Contents

June 22, 2006 • Volume 53, Number 11

LETTERS

Contributors

Charles Simic is a poet, essayist, and translator. He has published some twenty collections of poetry, six books of essays, a memoir, and numerous translations. He is the recipient of many awards, including the Pulitzer Prize, the Griffin Prize, and a MacArthur Fellowship. Simic’s recent works include Voice at 3 a.m., a selection of later and new poems; Master of Disguises, new poems; and Confessions of a Poet Laureate, a collection of short essays that was published by New York Review Books as an e-book original. In 2007 Simic was appointed the fifteenth Poet Laureate Consultant in Poetry to the Library of Congress. His New and Selected Poems: 1962–2012 was published in March 2013.

Mark Strand teaches in the Department of English and Comparative Literature at Columbia. His new book of poems, Almost Invisible, will be published in January. (November 2011)

Frank Kermode (1919–2010) was a British critic and literary theorist. Born on the Isle of Man, he taught at University College London, Cambridge, Columbia and Harvard. Adapted from a series of lectures given at Bryn Mawr College, Kermode’s Sense of An Ending: Studies in the Theory of Fiction remains one of the most influential works of twentieth-century literary criticism.

Ronald Steel is Professor of International Relations at the University of Southern California, a recent fellow at the American Academy in Berlin, and the author of biographies of Walter Lippmann and Robert Kennedy.

Orlando Figes is Professor of History at Birkbeck College, University of London. He is the author, among other books, of The Whisperers: Private Life in Stalin’s Russia, A People’s Tragedy: The Russian Revolution: 1891–1924, and Natasha’s Dance: A Cultural History of Russia. His latest book is The Crimean War: A History. (January 2012)

Linda Colley is Shelby M.C. Davis 1958 Professor of History at Princeton. Her latest book is The Ordeal of Elizabeth Marsh: A Woman in World History. (July 2008)

William H. McNeill is Professor Emeritus of History at the University of Chicago. His most recent books are The Pursuit of Truth: A Historian’s Memoir and Summers Long Ago: On Grandfather’s Farm and in Grandmother’s Kitchen, published by the Berkshire Publishing Group. His most recent publication, as editor, is the second edition of the Encyclopedia of World History.

Willibald Sauerländer is a former Director of the Central Institute for Art History in Munich. His latest book is Manet malt Monet: Ein Sommer in Argenteuil. (June 2013)

Anne Barton is a Fellow of Trinity College, Cambridge. She is the author of Essays, Mainly Shakespearean.

Ahdaf Soueif is a novelist and a writer on political and cultural affairs. Her latest novel, The Map of Love, was shortlisted for the Booker Prize in 1999. She was born in Egypt and lives in Cairo and London.

Freeman Dyson has spent most of his life as a professor of physics at the Institute for Advanced Study in Princeton, taking time off to advise the US government and write books for the general public. He was born in England and worked as a civilian scientist for the Royal Air Force during World War II. He came to Cornell University as a graduate student in 1947 and worked with Hans Bethe and Richard Feynman, producing a user-friendly way to calculate the behavior of atoms and radiation. He also worked on nuclear reactors, solid-state physics, ferromagnetism, astrophysics, and biology, looking for problems where elegant mathematics could be usefully applied.

Dyson’s books include Disturbing the Universe (1979), Weapons and Hope (1984), Infinite in All Directions (1988), Origins of Life (1986, second edition 1999), The Sun, the Genome and the Internet (1999), and A Many-Colored Glass: Reflections on the Place of Life in the Universe (2010). He is a fellow of the American Physical Society, a member of the National Academy of Sciences, and a fellow of the Royal Society of London. In 2000 he was awarded the Templeton Prize for Progress in Religion.

Elizabeth Drew is a regular contributor to The New York Review and the former Washington correspondent of The Atlantic and The New Yorker. She is the author of fourteen books.
 (March 2013)

Neal Ascherson is the author of The Struggles for Poland, The Black Sea, and Stone Voices: The Search for Scotland. He is an Honorary Professor at the Institute of Archaeology, University College London.


Ahmed Rashid is the author of Pakistan on the Brink: The Future of America, Pakistan, and Afghanistan. (September 2012)

Alan Ryan teaches at Princeton. His recent works include The Making of Modern Liberalism and On Politics: A History of Political Thought.

Amos Elon (1926–2009) was an Israeli journalist. His final book was The Pity of It All: A Portrait of Jews In Germany 1743 – 1933.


*Task details*: Print, in exact form, the lines below from the one containing "You are a GUI" through the one containing "Image resolution: width=509", and omit all others.

*Records for the task*:
====================
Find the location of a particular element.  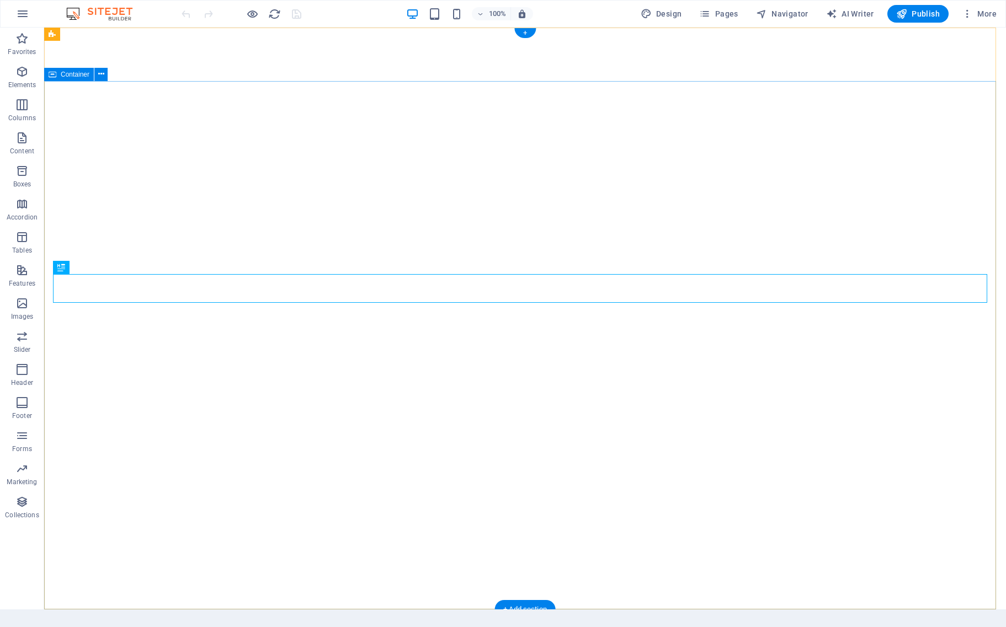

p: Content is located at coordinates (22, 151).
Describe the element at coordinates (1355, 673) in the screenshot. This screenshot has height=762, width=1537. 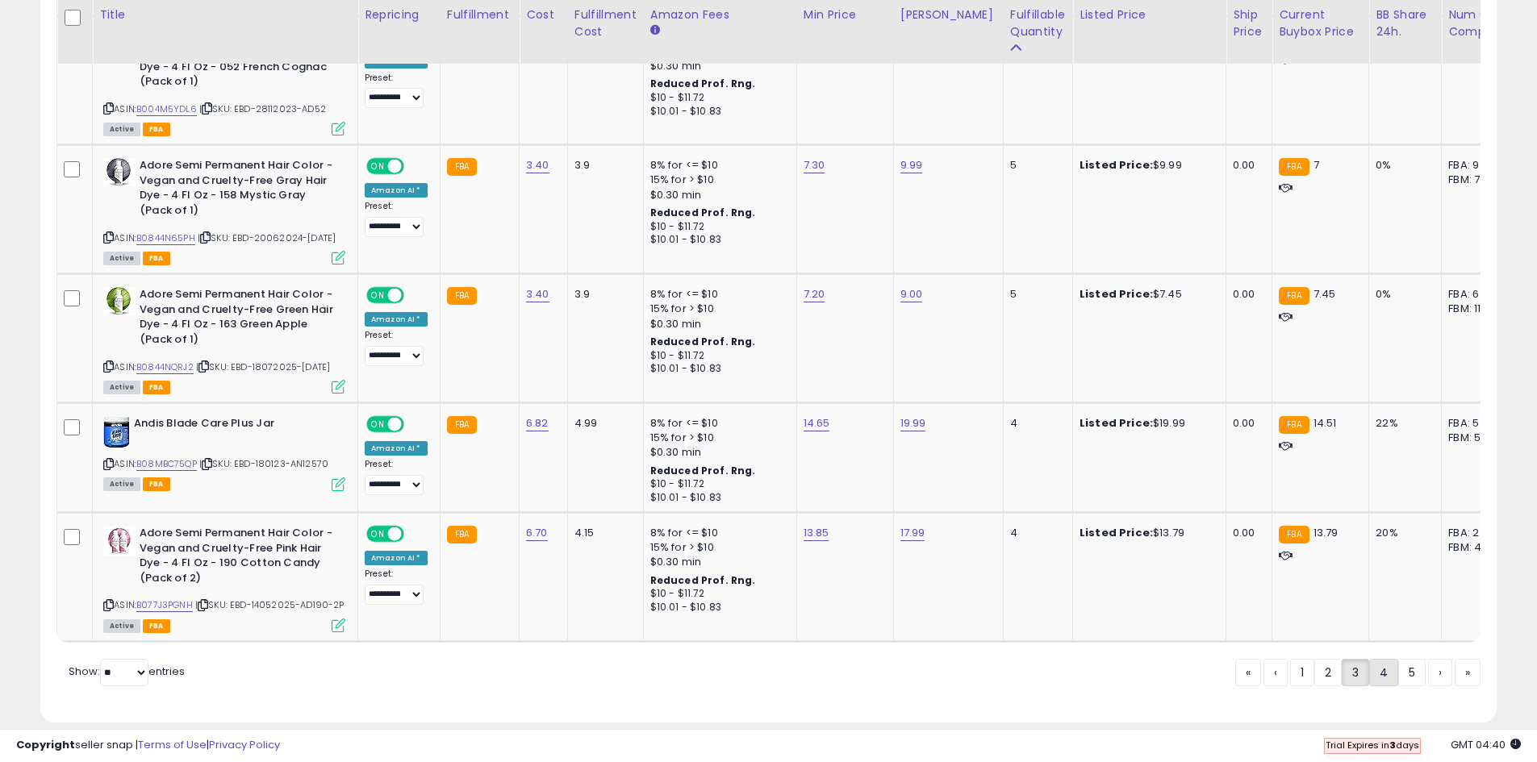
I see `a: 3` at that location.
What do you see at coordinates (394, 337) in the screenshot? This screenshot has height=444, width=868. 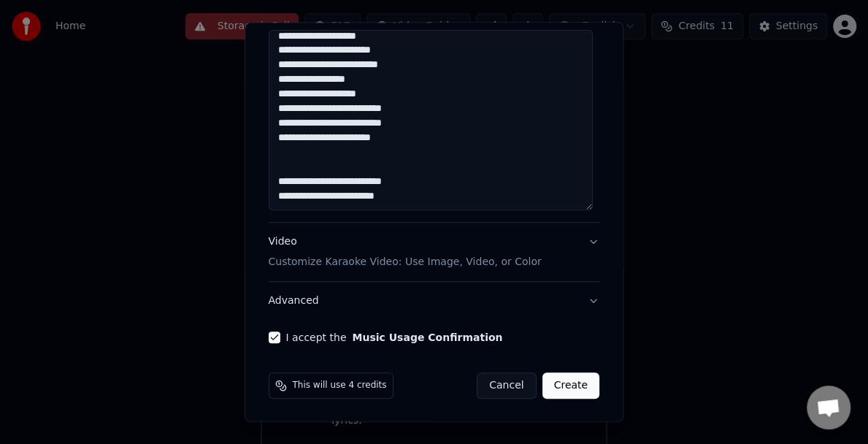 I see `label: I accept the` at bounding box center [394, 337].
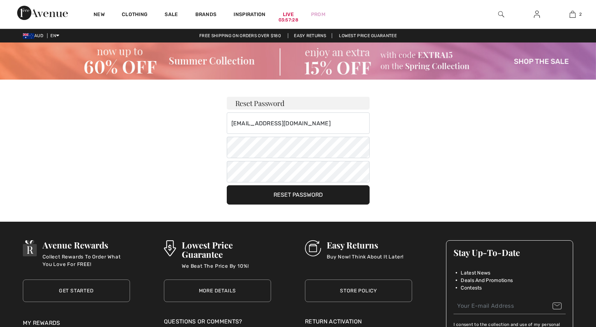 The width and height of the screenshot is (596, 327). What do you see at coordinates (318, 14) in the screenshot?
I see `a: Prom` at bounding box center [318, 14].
====================
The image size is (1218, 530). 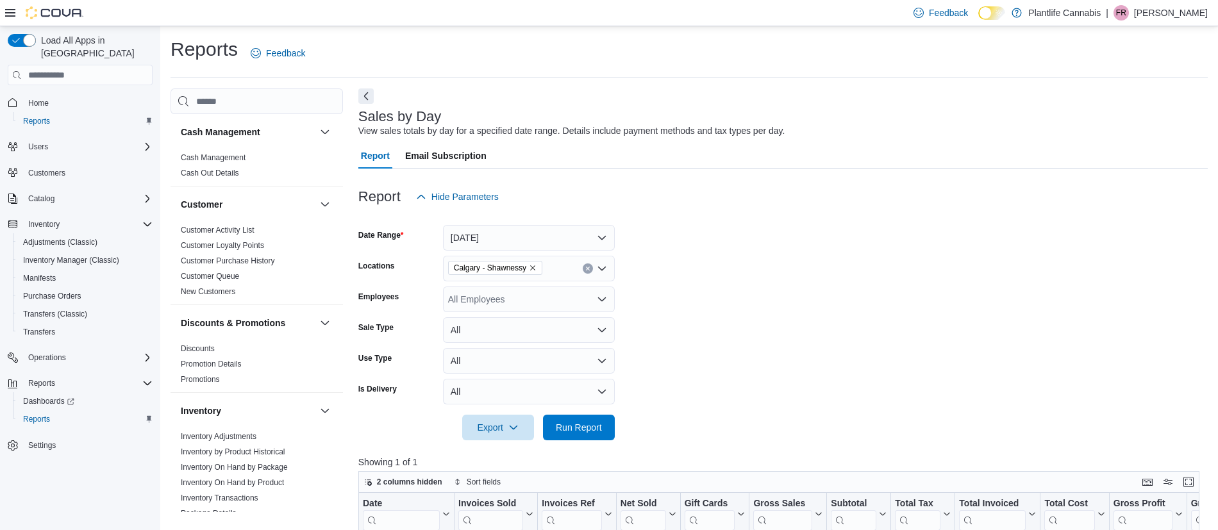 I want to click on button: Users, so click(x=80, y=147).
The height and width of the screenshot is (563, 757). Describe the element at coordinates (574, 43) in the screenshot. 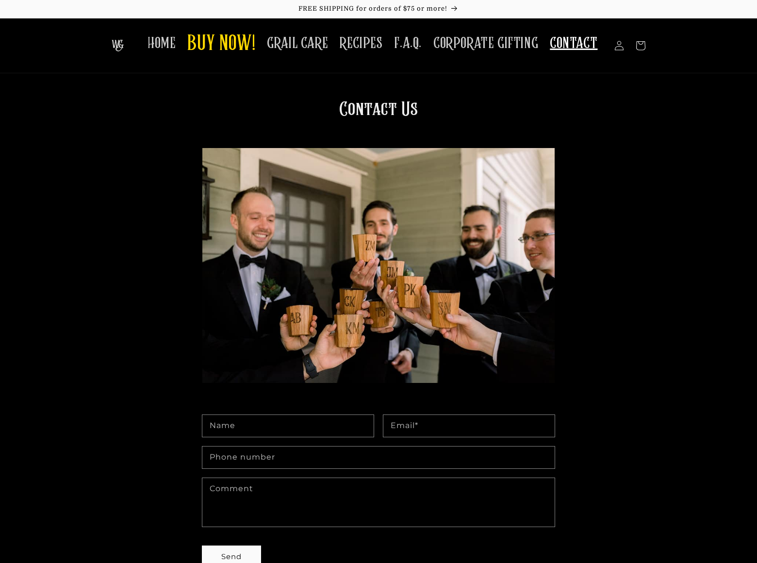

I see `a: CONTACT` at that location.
====================
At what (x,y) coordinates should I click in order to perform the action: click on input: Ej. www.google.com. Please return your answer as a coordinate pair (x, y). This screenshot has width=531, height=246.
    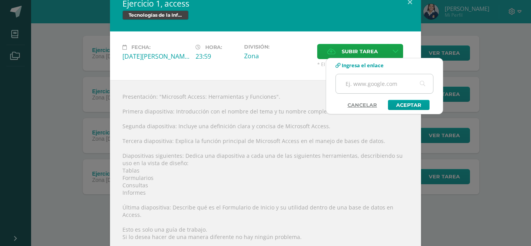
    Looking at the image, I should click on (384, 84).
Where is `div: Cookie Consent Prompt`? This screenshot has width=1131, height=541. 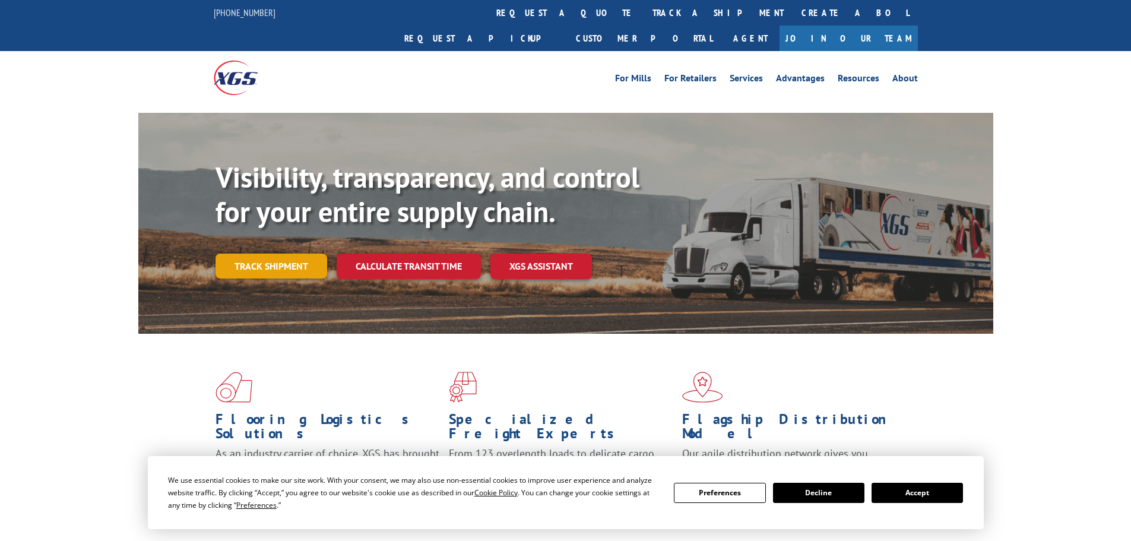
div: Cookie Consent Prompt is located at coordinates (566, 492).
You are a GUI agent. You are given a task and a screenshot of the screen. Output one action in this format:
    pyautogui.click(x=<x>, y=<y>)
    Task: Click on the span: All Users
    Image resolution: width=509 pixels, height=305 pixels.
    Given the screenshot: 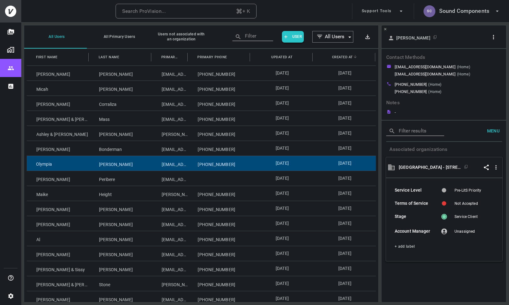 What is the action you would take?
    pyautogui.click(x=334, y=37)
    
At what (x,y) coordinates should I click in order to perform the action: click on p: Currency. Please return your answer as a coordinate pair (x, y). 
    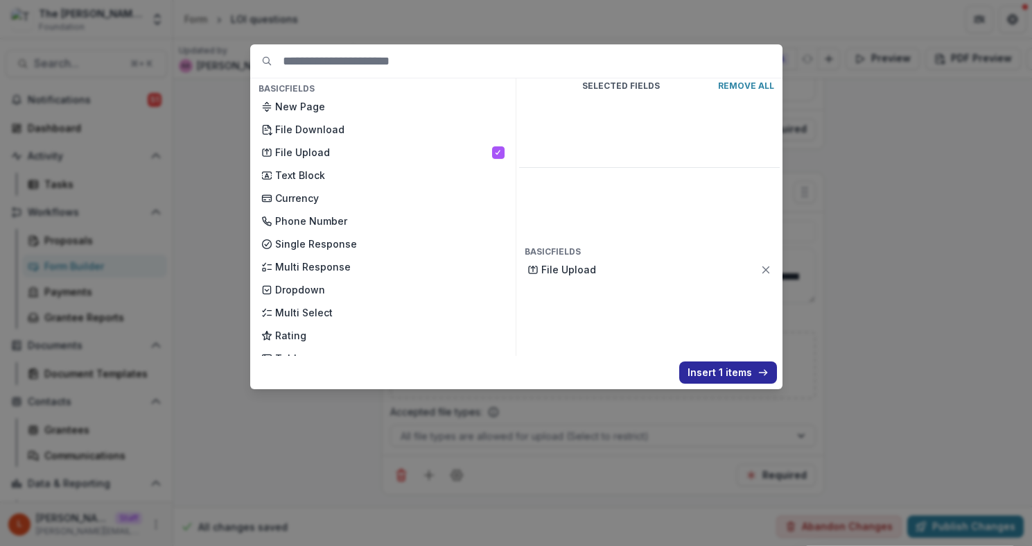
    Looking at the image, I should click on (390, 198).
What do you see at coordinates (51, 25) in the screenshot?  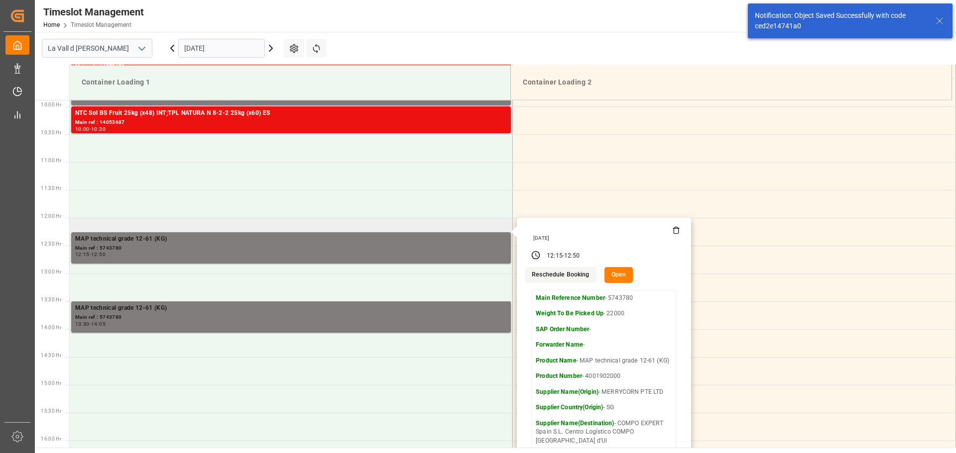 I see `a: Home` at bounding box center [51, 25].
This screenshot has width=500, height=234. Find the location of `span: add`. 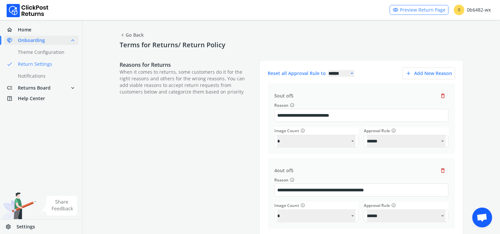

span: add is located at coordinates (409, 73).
====================
*Written response*:
You are a GUI agent. You are given a task and a screenshot of the screen. Output one action in this format:
    pyautogui.click(x=<x>, y=<y>)
    Task: Click on the span: All Users
    Image resolution: width=509 pixels, height=305 pixels.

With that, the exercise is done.